- WHAT THIS TASK INVOLVES:
Could you give again exactly, and only, the lines from the one holding "Locate an element" through the end of the data, both ends included, with pictures left out?

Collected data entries
.....

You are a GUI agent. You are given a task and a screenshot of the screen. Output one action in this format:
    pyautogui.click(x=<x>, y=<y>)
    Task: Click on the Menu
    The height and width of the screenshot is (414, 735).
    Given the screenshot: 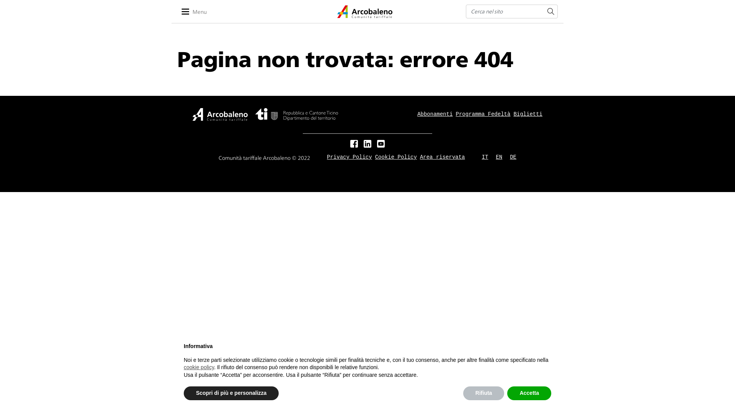 What is the action you would take?
    pyautogui.click(x=197, y=11)
    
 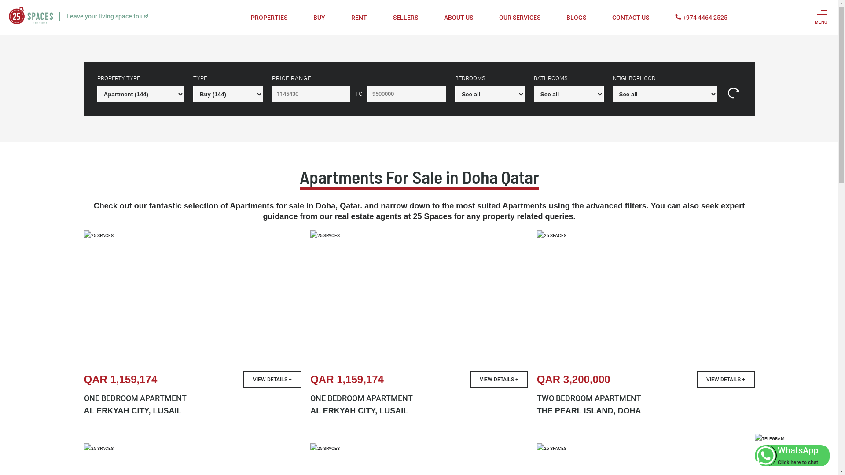 I want to click on VIEW DETAILS +, so click(x=499, y=380).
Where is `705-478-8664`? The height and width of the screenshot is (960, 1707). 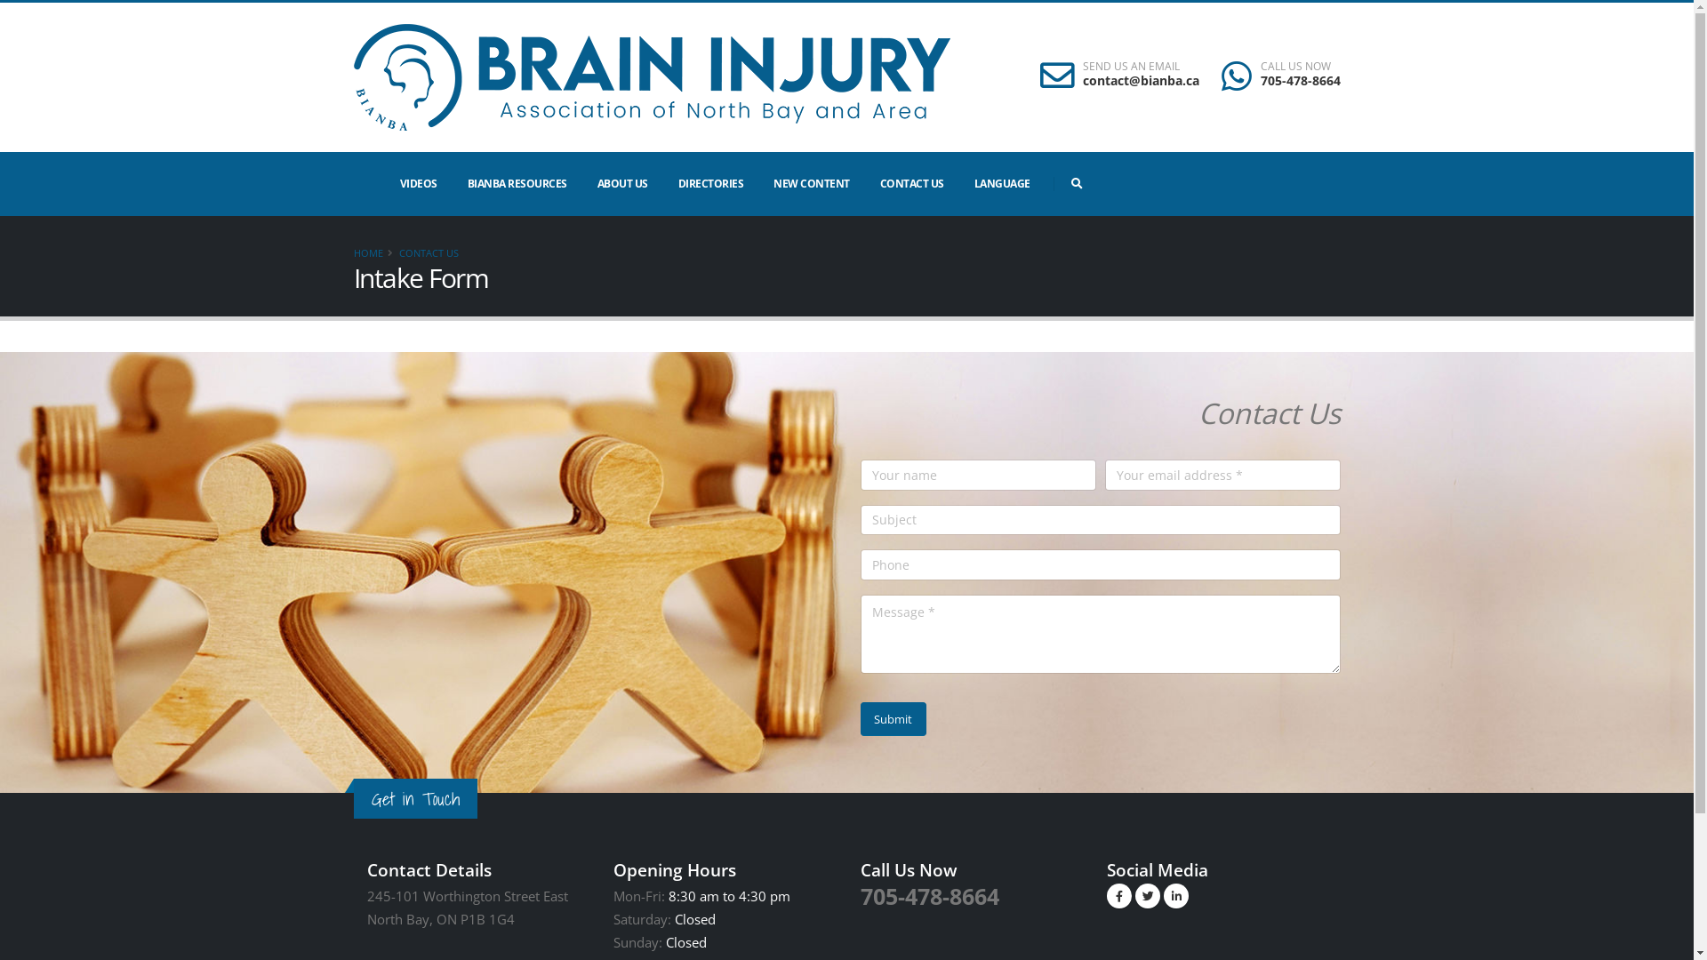
705-478-8664 is located at coordinates (1301, 80).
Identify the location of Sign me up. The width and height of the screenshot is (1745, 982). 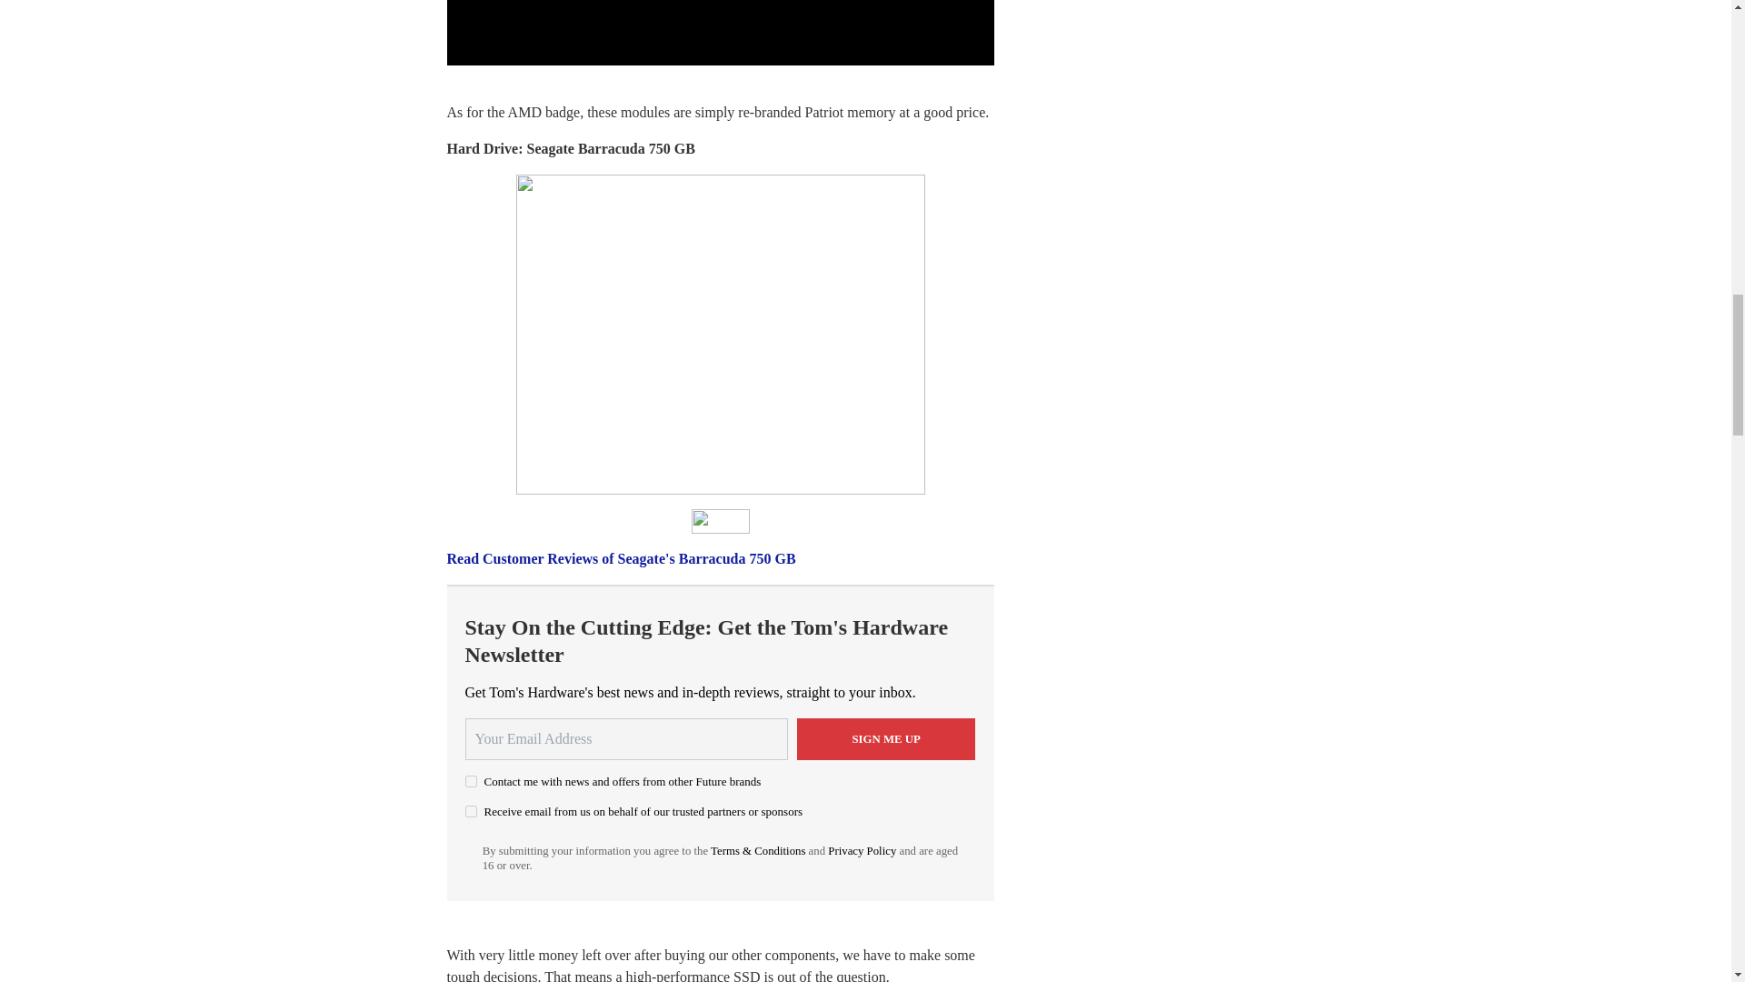
(886, 738).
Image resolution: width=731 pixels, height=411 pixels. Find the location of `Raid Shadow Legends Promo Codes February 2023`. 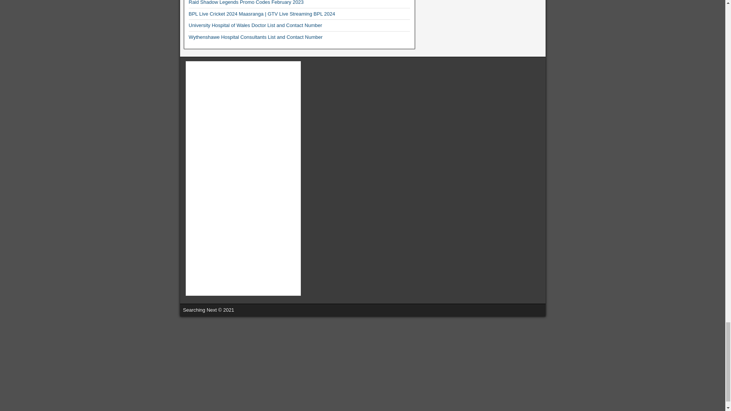

Raid Shadow Legends Promo Codes February 2023 is located at coordinates (246, 2).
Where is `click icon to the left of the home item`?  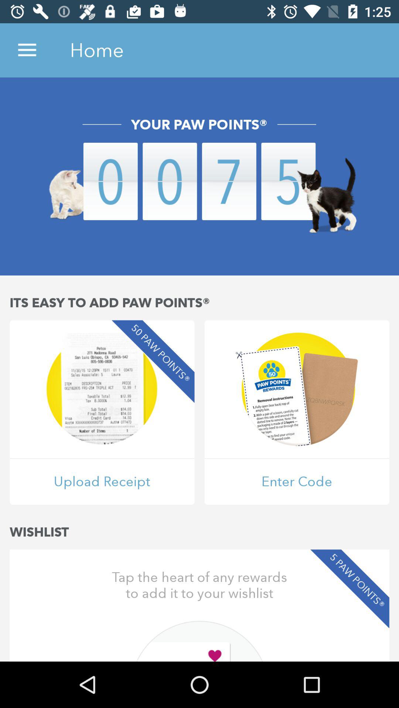
click icon to the left of the home item is located at coordinates (27, 50).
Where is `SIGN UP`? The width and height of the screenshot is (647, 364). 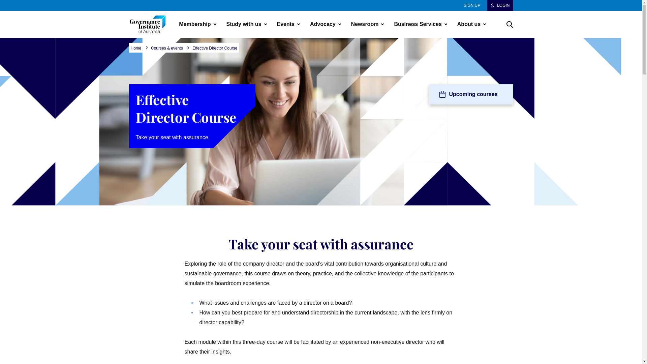 SIGN UP is located at coordinates (472, 5).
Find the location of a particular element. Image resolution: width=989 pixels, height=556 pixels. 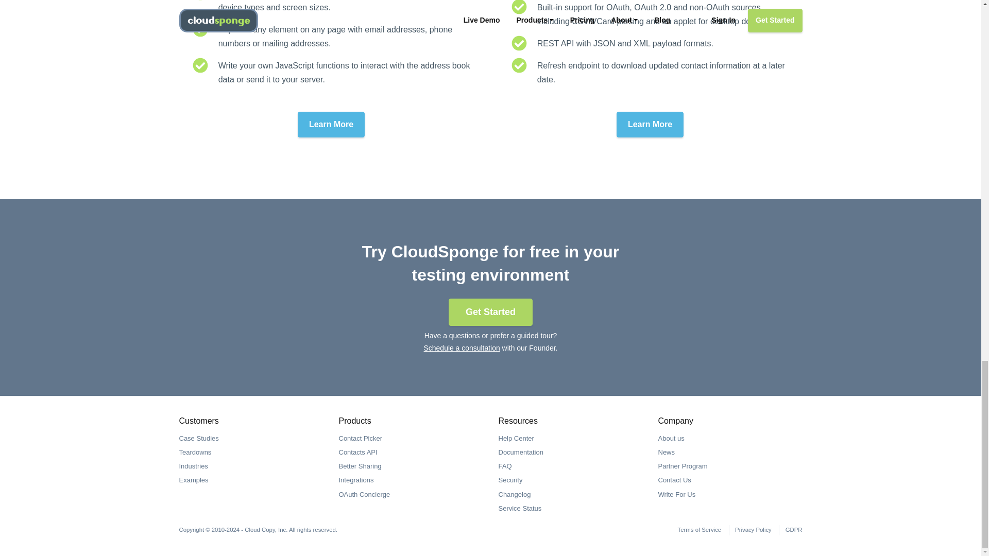

Customers is located at coordinates (199, 421).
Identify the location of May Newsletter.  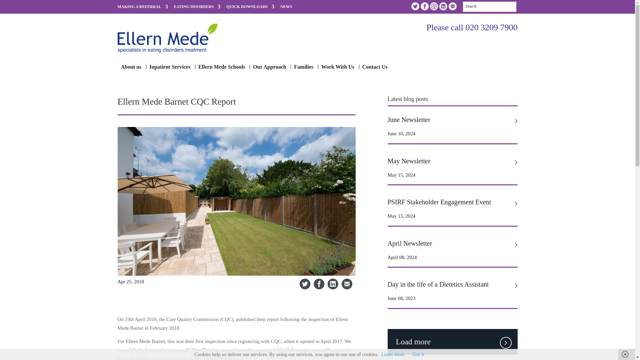
(452, 161).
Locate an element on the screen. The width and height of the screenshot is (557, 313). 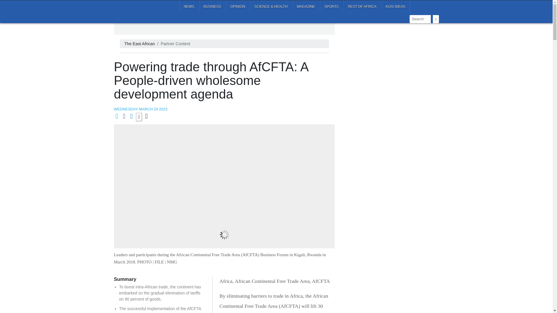
NEWS is located at coordinates (189, 6).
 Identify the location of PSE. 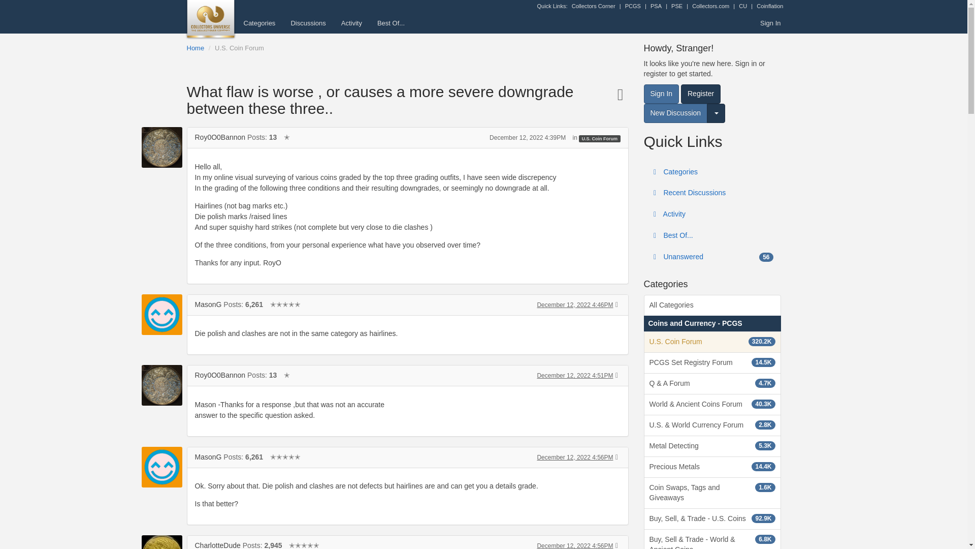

.....

- SOLUTION FOR THIS EXERCISE:
Locate an element on the screen. The width and height of the screenshot is (557, 313). 
NEWS is located at coordinates (189, 6).
 Identify the location of PSE. 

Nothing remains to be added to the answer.